Does anyone know the exact technique used on Beowulf to get the non red/blue 3D effect?
Is this something we can do in Lightwave and if so how? (I kept the sunglass looking grey 3D glasses from the movie for testing hoping to find out how to do this myself) I have the red/blue glasses but they still distort the color way too much for my liking, thats why I love these sunglass type 3D glasses like the Beowulf movie and some Universal Studios thrill rides use.
I tried Googling and found it uses Real-D tech, but couldn’t find anything explaining exactly how it works so I could recreat it in Lightwave.
Any help is much appreciated.
Just a link to a Stereoscopic Camera plugin, thought it was the right place to post a link.
http://www.flay.com/GetDetail.CFM?ID=2403
Nottin’ more…
Ok all 3D is the same no matter what your doing with it. Read D like in Beuwolf or IMAX or SpyKids (red/cyan) all comes out of Lightwave or Maya or Renderman the same way.

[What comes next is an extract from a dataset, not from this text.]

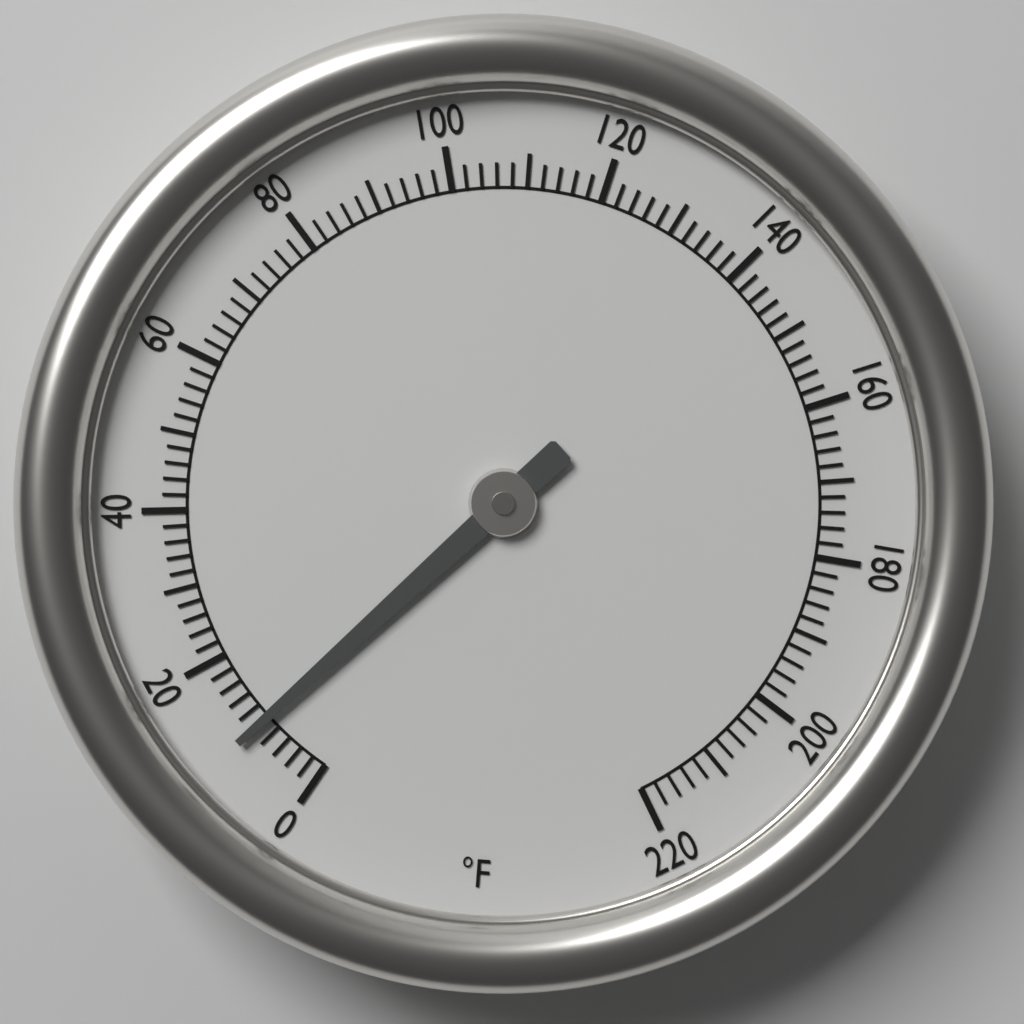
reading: 10 °F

You render a left camera image and a right camera image. ( I know renderman and Lightwave’s ACT can render two views in one render, but thats not the point of this)
Once you have those two images you can display them many ways. In order to display them to use your READ D glasses you will have to PROJECT them using two projectors with each one have a CIRCULAR polarization filter on each lens. Polarization takes the wave of light and aligns them to a pattern, this pattern is decoded by your glasses and allows only the correct pattern though. If the light is any other type of light or has been depolarized the glasses will appear black and opaque. The last part of this equation is you must project these two images onto a silver screen. Sliver screens maintain the reflected lights polarization. If you were to try this on a flat white wall or screen, it would fail because the light photons would scatter after the bounce.
over the years we’ve done a number of 3D stereoscopic projects using LightWave as well as our in-house renderer for IMAX and HDTV. We found having the convergence point at infinity works best.
There are many ways of combining the left and right eye images to produce stereo. Here is a tutorial I did for one of these ways.
http://www.jpl.nasa.gov/news/features.cfm?feature=528
[b]http://tinyurl.com/bugco
[/b]Best Regards,
Zareh
P.S. for the live action stereo photos used in the tutorial above the cameras were positioned in a parallel manner as well, putting the convergence point at infinity.
I agree. However Id like to take it further and say that you do not need any convergence set in the render. Using orthographic stereo or parallel cameras is best. The muscles in your eyes are set up to converge, but not diverge. When using a convergence point and toeing in the cameras, theres a tendency to have too much parallax in the distance at infinity and barrel distortion in the corners. This is the leading cause of eyestrain.
Parallel cameras all the time. thats not to say you can’t use converging cams for special instances like a foreground character thats rendered as another layer could have converging cams.